Festival Launch
Christof Migone Jarrod Fowler
Jarrod Fowler and Christof Migone kick things off with performances involving edible plants, a saw, dandruff, and Christof responding to the prompt: “as far as you can for as long as you can.”
Arika have been creating events since 2001. The Archive is space to share the documentation of our work, over 600 events from the past 20 years. Browse the archive by event, artists and collections, explore using theme pairs, or use the index for a comprehensive overview.
Jarrod Fowler and Christof Migone kick things off with performances involving edible plants, a saw, dandruff, and Christof responding to the prompt: “as far as you can for as long as you can.”

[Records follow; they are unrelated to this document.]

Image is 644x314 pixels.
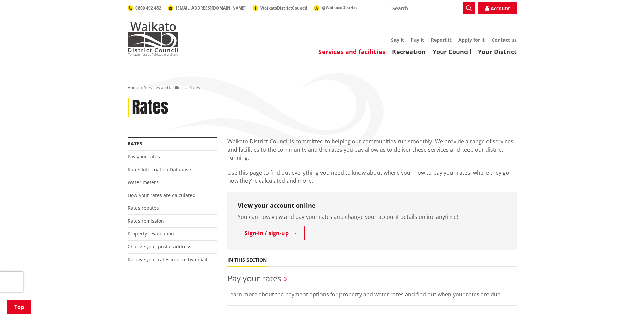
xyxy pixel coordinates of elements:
[433,47,471,56] a: Your Council
[478,2,517,14] a: Account
[127,153,160,159] a: Pay your rates
[314,5,357,11] a: @WaikatoDistrict
[431,37,451,43] a: Report it
[127,243,192,250] a: Change your postal address
[127,217,164,224] a: Rates remission
[319,47,385,56] a: Services and facilities
[168,5,246,11] a: [EMAIL_ADDRESS][DOMAIN_NAME]
[388,2,475,14] input: Search input
[238,202,506,209] h3: View your account online
[491,37,517,43] a: Contact us
[392,47,426,56] a: Recreation
[127,85,517,91] nav: breadcrumb
[127,166,191,172] a: Rates Information Database
[127,204,159,211] a: Rates rebates
[227,137,517,162] p: Waikato District Council is committed to helping our communities run smoothly. We provide a range...
[322,5,357,11] span: @WaikatoDistrict
[136,5,161,11] span: 0800 492 452
[127,179,158,186] a: Water meters
[411,37,424,43] a: Pay it
[127,192,196,199] a: How your rates are calculated
[260,5,307,11] span: WaikatoDistrictCouncil
[7,300,31,314] a: Top
[238,226,305,240] a: Sign-in / sign-up
[227,257,267,263] h5: In this section
[127,256,208,263] a: Receive your rates invoice by email
[227,169,517,185] p: Use this page to find out everything you need to know about where your how to pay your rates, whe...
[127,22,179,56] img: Waikato District Council - Te Kaunihera aa Takiwaa o Waikato
[127,5,161,11] a: 0800 492 452
[391,37,404,43] a: Say it
[127,85,139,90] a: Home
[238,213,506,221] p: You can now view and pay your rates and change your account details online anytime!
[189,85,200,90] span: Rates
[132,98,168,117] h1: Rates
[144,85,185,90] a: Services and facilities
[227,272,281,284] a: Pay your rates
[478,47,517,56] a: Your District
[458,37,485,43] a: Apply for it
[127,140,142,147] a: Rates
[227,290,517,298] p: Learn more about the payment options for property and water rates and find out when your rates ar...
[127,230,174,237] a: Property revaluation
[252,5,307,11] a: WaikatoDistrictCouncil
[176,5,246,11] span: [EMAIL_ADDRESS][DOMAIN_NAME]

The practice of North African Indigenous revolutionary love, in the face of European capitalist violence and settler colonialism, with one of the most vital anti-colonial thinkers in Europe.
A changing pool of people (40 or so at a time – artists, audiences, etc) talk for 90 minutes in a simultaneous series of open-ended round-table discussions, structured like speed dating, and mixed live as both a concert and for radio broadcast.
There are core ways in which our listening to the radio differs from other kinds of listening. What happens when we pay attention to how we pay attention?
Taking our festivals south of the border to The Sage Gateshead we set out to offer a few cardinal pointers in the vast array of experimental music practices.
Work for cello, percussion, contra bassoon and cherbulum commissioned for Instal in collaboration with Paragon
Recently rediscovered but still very pertinent, Kino Beleške presents a series of speech acts and performative gestures by protagonists of the new artistic practice in former Yugoslavia: each a personal take on the role of art in society.
IN OUR LIFETIME, is an anti-imperialist resource, edited by Hussein Mitha, produced by Arika for Episode 11, featuring poetry, essays, questions, prompts, letters and works of anti-colonial imaginary.
Harrowing but musical confrontations with the very real, physical and aural trauma of a woman screaming.
A historical narrative of the black and latino/a transgender, bisexual, lesbian, and gay House and Ballroom Scene in relation to its artistic practices.
Repetitive, mesmerizing rhythmic workouts, to pieces of stark and rigorous introspection, where notes picked and slid in isolation, scatter like mercury around the listener.
A performance for dry ice and four specially constructed steel tables, each one heated by a single candle until searingly hot.